Eternal Flame

I was not going to mention the sad early departure of Steve Jobs, the media and the blogosphere are already saturated with coverage of his death. Of all the words uttered in the last few days, I think that xkcd’s tribute (pictured) is the most adequate. The coverage has been incredibly over the top in most instances. I have to admit that the tone has left me rather baffled, almost thinking that I am missing an important clue, or perhaps that I was born without the empathy gene. I don’t think that Mr Jobs made the world more beautiful, was a muse, or that he shaped or changed my life. He might have changed some business practices, but reports that he changed capitalism are wildly exaggerated. Presented with such barrage of praise, satire may be the only refuge, and The Onion expresses exactly how I felt by commenting that it was as if some people had lost their father.

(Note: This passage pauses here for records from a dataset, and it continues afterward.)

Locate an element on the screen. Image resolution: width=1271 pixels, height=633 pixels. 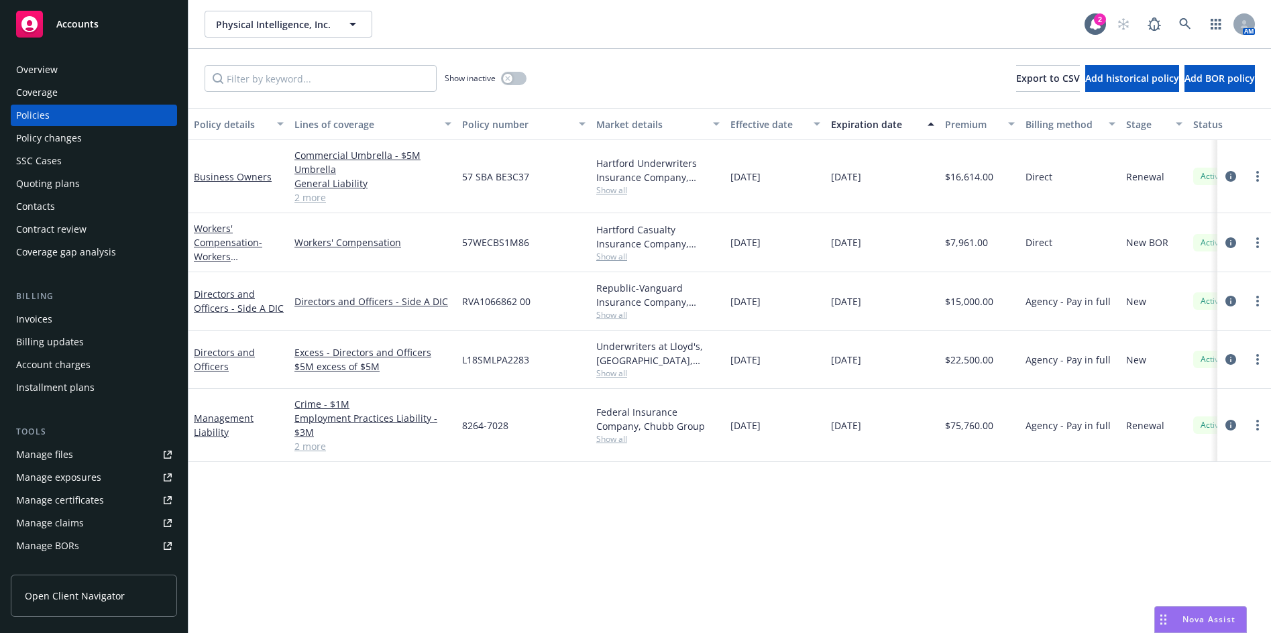
div: Republic-Vanguard Insurance Company, AmTrust Financial Services is located at coordinates (658, 295).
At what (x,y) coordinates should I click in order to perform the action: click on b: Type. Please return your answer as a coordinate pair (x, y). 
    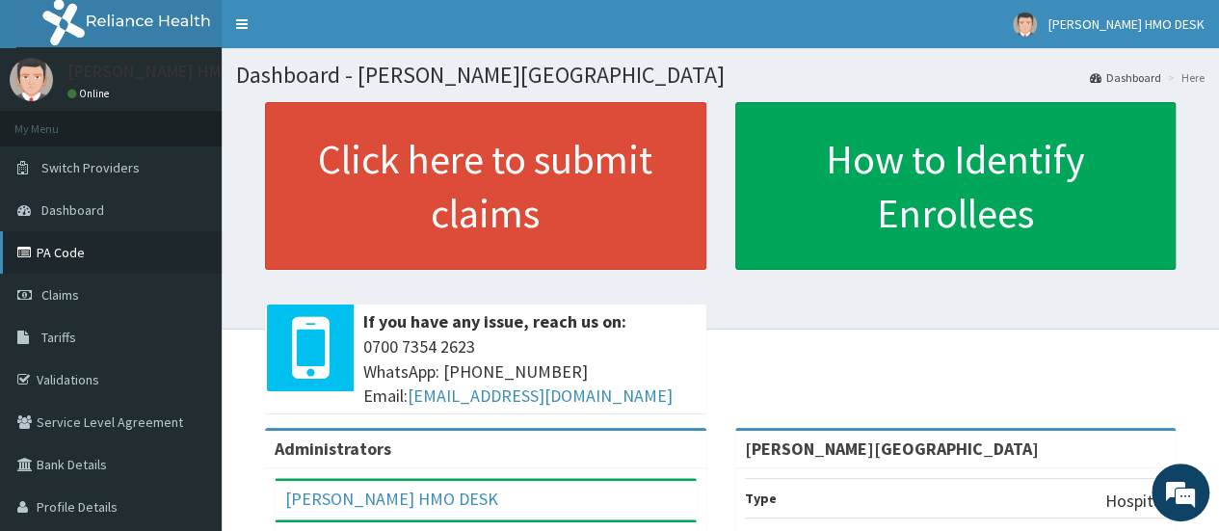
    Looking at the image, I should click on (760, 498).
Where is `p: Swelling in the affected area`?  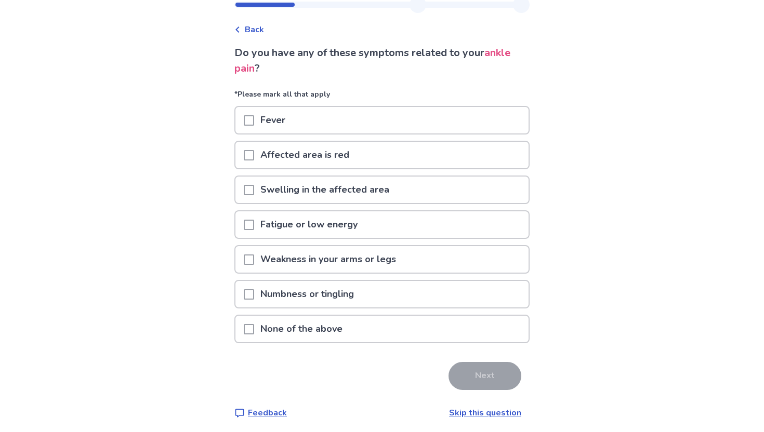 p: Swelling in the affected area is located at coordinates (325, 190).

However, on the other side the reaction has been insensitive at best, and perhaps even rather ugly. Richard Stallman has been making the rounds in the blogosphere as he posted a rather tactless comment about Steve jobs.

“Steve Jobs, the pioneer of the computer as a jail made cool, designed to sever fools from their freedom, has died.
As Chicago Mayor Harold Washington said of the corrupt former Mayor Daley, “I’m not glad he’s dead, but I’m glad he’s gone.” Nobody deserves to have to die – not Jobs, not Mr. Bill, not even people guilty of bigger evils than theirs. But we all deserve the end of Jobs’ malign influence on people’s computing.
Unfortunately, that influence continues despite his absence. We can only hope his successors, as they attempt to carry on his legacy, will be less effective.”

I think that the above quote was insensitive and needlessly harsh. Several people have jumped to Stallman’s defence, in some cases, with laughable and over the top accounts of their own. Although I share some of the sentiment expressed by Stallman, I cannot condone the way in which it was written. Nonetheless, one thing is clear, Apple inspires strong sentiments in the tech community. From cult-like status to unequivocal declaration of evil, there is little middle ground when it comes to Jobs.

The reason for such polarisation of opinions is perhaps the very same reason we have been observing a battle for the direction in which technology in general, and the Internet in particular, are heading. Those who tend to be against Jobs and are willing to decry his legacy are the advocates of openness, while his staunchest defenders are the utilitarians, those who are less concerned with the freedom to tinker and more with the look and feel of their devices. Needless to say, these two positions are incompatible with one another.

This is an important debate. Apple has been pushing a business model based on locking-in its customers, so you will live your life within the gated community of iTunes, iPod and iPad. Interoperability is at the bottom of the priority list, just think how we have become used to having our music lists locked into one gadget, and how difficult it is to have the same versions of your music in different devices. Apple treats us like children, and naughty children at that. We are penned in for our own good.

My two favourite pieces of the last week are both complimentary and critical, perhaps reflecting the duality of the Apple experience. Mike Daisey wrote in the New York Times:

“Mr. Jobs’s magic has its costs. We can admire the design perfection and business acumen while acknowledging the truth: with Apple’s immense resources at his command he could have revolutionized the industry to make devices more humanely and more openly, and chose not to. If we view him unsparingly, without nostalgia, we would see a great man whose genius in design, showmanship and stewardship of the tech world will not be seen again in our lifetime. We would also see a man who in the end failed to “think different,” in the deepest way, about the human needs of both his users and his workers. “

And Eric Raymond wrote in his blog:

“Commerce is powerful, but culture is even more persistent. The lure of high profits from secrecy rent can slow down the long-term trend towards open source and user-controlled computing, but not really stop it. Jobs’s success at hypnotizing millions of people into a perverse love for the walled garden is more dangerous to freedom in the long term than Bill Gates’s efficient but brutal and unattractive corporatism. People feared and respected Microsoft, but they love and worship Apple – and that is precisely the problem, precisely the reason Jobs may in the end have done more harm than good.”

I hope that the death of Steve Jobs gives us the chance to think more about these important points. We are learning a lot about the power of marketing, showmanship and design. People do not want freedom and openness, they want shiny devices that work adequately. Unless we understand this very important concept, open source is doomed to irrelevancy.